Wow, what a unique little book 'Bellies' is — it's by Maya L. Rivers, an author/illustrator who's been quietly carving out a niche with intimate, slightly surreal stories about bodies, families, and the odd ways people try to understand one another. I picked up 'Bellies' on a whim because the cover art felt warm and weird at the same time, and I ended up staying for the voice: gentle, wry, and a hair uncanny. Rivers blends literary realism with tiny touches of magical realism, so while the story is emotionally grounded, there are moments that tilt into metaphor in wonderfully literal ways.
The plot centers on a trio of women — Nora, Mei, and Anika — who meet every month in a sunlit community center class called 'Belly Talk' that started out as a prenatal support group and somehow kept going long after pregnancies ended. Each chapter follows one of them as they navigate different stages of life: Nora's grappling with an unexpected empty nest and the
hollow confidence she used to wear like
Armor; Mei's complicated relationship with her immigrant mother and the way food and hunger map onto memory; and Anika's quiet, stubborn pursuit of a career in a small coastal town where choices feel either stifling or endless. The unusual hook is that
The Women share more than conversation — their bellies become a kind of shared landscape, occasionally showing bruises, small lights, or shapes that reflect their internal lives. Rivers uses these semi-magical details as a language: a flicker on a belly means desire, a bruise means old shame, and in a really lovely moment one character’s belly briefly sprouts a tiny, luminous map that guides her through a decision.
What I love about 'Bellies' is how it treats everyday intimacy with both tenderness and sly humor. It’s not a plot-heavy thriller; the narrative is more like a series of quiet revelations and domestic pivots that add up to something emotionally resonant. Rivers is excellent at small scenes — a shopping trip that turns into a reckoning, a late-night phone call where long-buried kindness finally surfaces, a community potluck where everyone’s awkwardness is on full display. The pacing lets you breathe with the characters. The book also interrogates body politics without being preachy: it’s honest about shame and control, about how bodies carry histories (of joy, of trauma, of migration), and about how shared rituals — even something as simple as meeting monthly to eat and talk — can become radical acts of care.
If you like character-driven fiction that feels both familiar and slightly enchanted, 'Bellies' is a warm, surprising read. It left me thinking about all the tiny, bodily ways we keep each other alive — and smiling at how a small, peculiar premise can open up a whole feeling-world. Definitely a favorite for cozy, introspective afternoons.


→ **Activity**
Before copying, remove every picture, and then repeat all entries below precisely as written.

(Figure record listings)

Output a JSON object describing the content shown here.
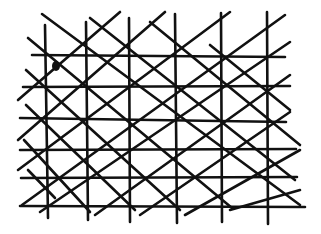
{
  "diagram": {
    "type": "hand-drawn lattice",
    "stroke_color": "#111111",
    "background": "#ffffff",
    "vertical_lines": [
      {
        "x1": 45,
        "y1": 25,
        "x2": 48,
        "y2": 218
      },
      {
        "x1": 86,
        "y1": 22,
        "x2": 88,
        "y2": 220
      },
      {
        "x1": 129,
        "y1": 18,
        "x2": 130,
        "y2": 222
      },
      {
        "x1": 175,
        "y1": 14,
        "x2": 177,
        "y2": 223
      },
      {
        "x1": 221,
        "y1": 13,
        "x2": 222,
        "y2": 222
      },
      {
        "x1": 267,
        "y1": 12,
        "x2": 268,
        "y2": 224
      }
    ],
    "horizontal_lines": [
      {
        "x1": 32,
        "y1": 55,
        "x2": 285,
        "y2": 57
      },
      {
        "x1": 23,
        "y1": 87,
        "x2": 290,
        "y2": 86
      },
      {
        "x1": 20,
        "y1": 118,
        "x2": 286,
        "y2": 122
      },
      {
        "x1": 20,
        "y1": 150,
        "x2": 296,
        "y2": 149
      },
      {
        "x1": 21,
        "y1": 178,
        "x2": 297,
        "y2": 177
      },
      {
        "x1": 20,
        "y1": 206,
        "x2": 305,
        "y2": 207
      }
    ],
    "diagonals_down": [
      {
        "x1": 42,
        "y1": 14,
        "x2": 300,
        "y2": 205
      },
      {
        "x1": 28,
        "y1": 38,
        "x2": 232,
        "y2": 208
      },
      {
        "x1": 26,
        "y1": 70,
        "x2": 180,
        "y2": 210
      },
      {
        "x1": 26,
        "y1": 105,
        "x2": 135,
        "y2": 210
      },
      {
        "x1": 24,
        "y1": 140,
        "x2": 90,
        "y2": 212
      },
      {
        "x1": 28,
        "y1": 170,
        "x2": 55,
        "y2": 198
      },
      {
        "x1": 90,
        "y1": 18,
        "x2": 295,
        "y2": 180
      },
      {
        "x1": 150,
        "y1": 22,
        "x2": 300,
        "y2": 145
      },
      {
        "x1": 210,
        "y1": 45,
        "x2": 290,
        "y2": 110
      }
    ],
    "diagonals_up": [
      {
        "x1": 18,
        "y1": 100,
        "x2": 120,
        "y2": 12
      },
      {
        "x1": 18,
        "y1": 140,
        "x2": 165,
        "y2": 12
      },
      {
        "x1": 18,
        "y1": 170,
        "x2": 230,
        "y2": 12
      },
      {
        "x1": 22,
        "y1": 205,
        "x2": 285,
        "y2": 15
      },
      {
        "x1": 40,
        "y1": 212,
        "x2": 290,
        "y2": 42
      },
      {
        "x1": 95,
        "y1": 215,
        "x2": 290,
        "y2": 75
      },
      {
        "x1": 140,
        "y1": 215,
        "x2": 290,
        "y2": 112
      },
      {
        "x1": 185,
        "y1": 215,
        "x2": 300,
        "y2": 150
      },
      {
        "x1": 230,
        "y1": 210,
        "x2": 300,
        "y2": 190
      }
    ],
    "marks": [
      {
        "type": "filled-blob",
        "cx": 56,
        "cy": 66,
        "rx": 4,
        "ry": 5
      }
    ]
  }
}
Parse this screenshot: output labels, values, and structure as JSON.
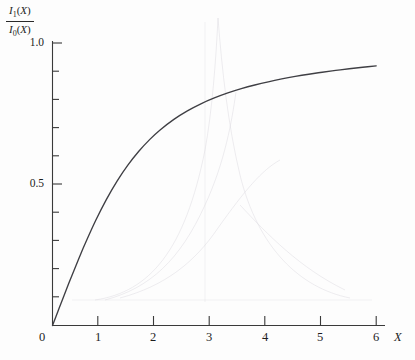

→ **Response area**
Output a JSON object describing the content shown here.
{
  "diagram": {
    "type": "hand-drawn lattice",
    "stroke_color": "#111111",
    "background": "#ffffff",
    "vertical_lines": [
      {
        "x1": 45,
        "y1": 25,
        "x2": 48,
        "y2": 218
      },
      {
        "x1": 86,
        "y1": 22,
        "x2": 88,
        "y2": 220
      },
      {
        "x1": 129,
        "y1": 18,
        "x2": 130,
        "y2": 222
      },
      {
        "x1": 175,
        "y1": 14,
        "x2": 177,
        "y2": 223
      },
      {
        "x1": 221,
        "y1": 13,
        "x2": 222,
        "y2": 222
      },
      {
        "x1": 267,
        "y1": 12,
        "x2": 268,
        "y2": 224
      }
    ],
    "horizontal_lines": [
      {
        "x1": 32,
        "y1": 55,
        "x2": 285,
        "y2": 57
      },
      {
        "x1": 23,
        "y1": 87,
        "x2": 290,
        "y2": 86
      },
      {
        "x1": 20,
        "y1": 118,
        "x2": 286,
        "y2": 122
      },
      {
        "x1": 20,
        "y1": 150,
        "x2": 296,
        "y2": 149
      },
      {
        "x1": 21,
        "y1": 178,
        "x2": 297,
        "y2": 177
      },
      {
        "x1": 20,
        "y1": 206,
        "x2": 305,
        "y2": 207
      }
    ],
    "diagonals_down": [
      {
        "x1": 42,
        "y1": 14,
        "x2": 300,
        "y2": 205
      },
      {
        "x1": 28,
        "y1": 38,
        "x2": 232,
        "y2": 208
      },
      {
        "x1": 26,
        "y1": 70,
        "x2": 180,
        "y2": 210
      },
      {
        "x1": 26,
        "y1": 105,
        "x2": 135,
        "y2": 210
      },
      {
        "x1": 24,
        "y1": 140,
        "x2": 90,
        "y2": 212
      },
      {
        "x1": 28,
        "y1": 170,
        "x2": 55,
        "y2": 198
      },
      {
        "x1": 90,
        "y1": 18,
        "x2": 295,
        "y2": 180
      },
      {
        "x1": 150,
        "y1": 22,
        "x2": 300,
        "y2": 145
      },
      {
        "x1": 210,
        "y1": 45,
        "x2": 290,
        "y2": 110
      }
    ],
    "diagonals_up": [
      {
        "x1": 18,
        "y1": 100,
        "x2": 120,
        "y2": 12
      },
      {
        "x1": 18,
        "y1": 140,
        "x2": 165,
        "y2": 12
      },
      {
        "x1": 18,
        "y1": 170,
        "x2": 230,
        "y2": 12
      },
      {
        "x1": 22,
        "y1": 205,
        "x2": 285,
        "y2": 15
      },
      {
        "x1": 40,
        "y1": 212,
        "x2": 290,
        "y2": 42
      },
      {
        "x1": 95,
        "y1": 215,
        "x2": 290,
        "y2": 75
      },
      {
        "x1": 140,
        "y1": 215,
        "x2": 290,
        "y2": 112
      },
      {
        "x1": 185,
        "y1": 215,
        "x2": 300,
        "y2": 150
      },
      {
        "x1": 230,
        "y1": 210,
        "x2": 300,
        "y2": 190
      }
    ],
    "marks": [
      {
        "type": "filled-blob",
        "cx": 56,
        "cy": 66,
        "rx": 4,
        "ry": 5
      }
    ]
  }
}
Parse this screenshot: output labels, values, and structure as JSON.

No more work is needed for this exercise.